Friends: Heathcote Botanical Garden’s Community Garden

Embracing Our Interdependence With Nature

Friends: Heathcote Botanical Garden’s Community Garden

Photos by Nan and Adina

Heathcote Botanical Garden recently decided to create a community garden. I was fortunate to be at the first meeting about a year ago, and I was able to get involved with this project at the beginning. This community garden is currently focused on growing for a Sarah’s Kitchen in Port Saint Lucie, and a food pantry in Fort Pierce. It has two garden areas right now, and a 5 bin composting set up as well as a large leaf fence area for any overflow of organic materials we may collect. The Children’s Garden managed by Nan Billings is next to the community garden location in the Botanical garden, and Nan has lent her time and expertise to the community garden project as well as funneling a good deal of the harvest from the Children’s Garden to Sarah’s Kitchen.

Much of the garden is fallow now. We are growing a couple of rows of black eye peas, a row of long beans (on our new fence), some okra, jalapeno peppers, and eggplant. Last fall thru spring we grew broccoli, kohlrabi, carrots, radishes, onions, lettuce, arugula, mustard greens, yu chuy sum, chard, potatoes, beets, bush beans, pole beans, and a few tomatoes.

Although one of the garden areas was tilled when it began last fall we are now practicing the no till style of growing I write about in this blog, and volunteers in this garden learn how to grow the no till way.

Volunteers are welcome at the community garden. It is nice to discover that even hard work is really fun when there is a group of people participating. We have a few hard core volunteers that show up every Monday morning to work in the community garden, and when we have a special project we ask the botanical garden to put out a call and we get a larger group of volunteers, and then we get lots of work done quickly. Most recently we erected a fence around the garden areas. We were able to buy the fencing materials from donations we have received, and when we went to Lowes to buy the fencing supplies Lowes also made a donation to help stretch our dollar value there.

We are always scrounging around to find organic materials for our compost piles, and any leaf, straw or moldy hay donations we can get we are glad for. S&S Takeout in Fort Pierce drops off their kitchen vegetable wastes for our compost piles, so we are constantly working to find more carbonaceous wastes to balance out the nitrogen kick we get from those kitchen wastes.

This community garden project teaches participants how to compost, and how to grow vegetables various ways without turning or tilling the soil. They also learn how and when to plant seeds, and how and when to harvest. We don’t use any synthetic fertilizers or pesticides, or herbicides on the community garden, and we do not grow any GMO crops there. We like to grow heirloom seeds, and if organic seed is available we choose that first. We do depend on donations, so when seed donations come in we use them as long as they are not GMO (genetically modified organisms). The cooperative extension for St. Lucie county donated a great deal of the seed we planted last fall. Other seeds we planted were donated from my seed collections, including the okra, beans, black eye peas and eggplant we are growing this summer.

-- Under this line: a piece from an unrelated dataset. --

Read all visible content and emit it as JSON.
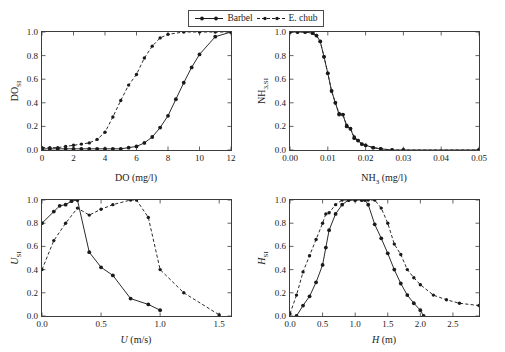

Although the Botanical Garden is closed on Mondays volunteers to the community garden are welcome. The west gate on Savannah Road is open so that volunteers can drive right in, and there is a great shady oak to park beneath.

 

8 Responses

  1. Naomi says:

    Very cool! Thanks for sharing about your involvement in the community garden. I would definitely volunteer there if it didn’t take me 3 days to drive to Florida! What great works you and others are doing!

  2. Adina says:

    All right Naomi, You’re missing a great time! thanks for your comment.

  3. Green Mitsuko says:

    Great pictures & article. Volunteering at the garden is such a fulfilling & learning process. The reason I stay w/ this is, it is always an on going adventure there, with the soil, crops, their lnhabitants, the balance between us & them as to who gets the dining experience! (haha) Learning the organic way is more than reading a book ( however, “Teeming w/ Microbes” is a must have). Volunteering Is a great way for hands on learning w/ a true organic gardener, & we experience something new everytime. I have met & get to hang out w/ the nicest people & always return home w/ new knowledge. I plan to stay with it as there is much more to learn & more garden adventures to participate in. All this of course trickles down to home, & others. I hope to be of much help & also a good student. The price is right & the rewards are many! Thank you, Adina! ( your articles & photos are wonderful)

  4. Sara says:

    Wow. So interesting (and such a gorgeous smile)!

  5. kimberly says:

    Hey Adina! What a great project! I’ve recently obtained info to volunteer at the food pantry, along with the children. However, this may be a great way to volunteer as well…and I love the educational aspect. We love Heathcote!!!

  6. Adina says:

    Thanks for your comments Green and Kimberly. We are glad to have you at the garden Green, and we would be glad to have you join us whenever you can Kimberly.

  7. Adina says:

    Thanks for your comment Sara, tee hee.

  8. Autumn Belle says:

    I like this idea very much. A very good way to promote a healthy lifestyle.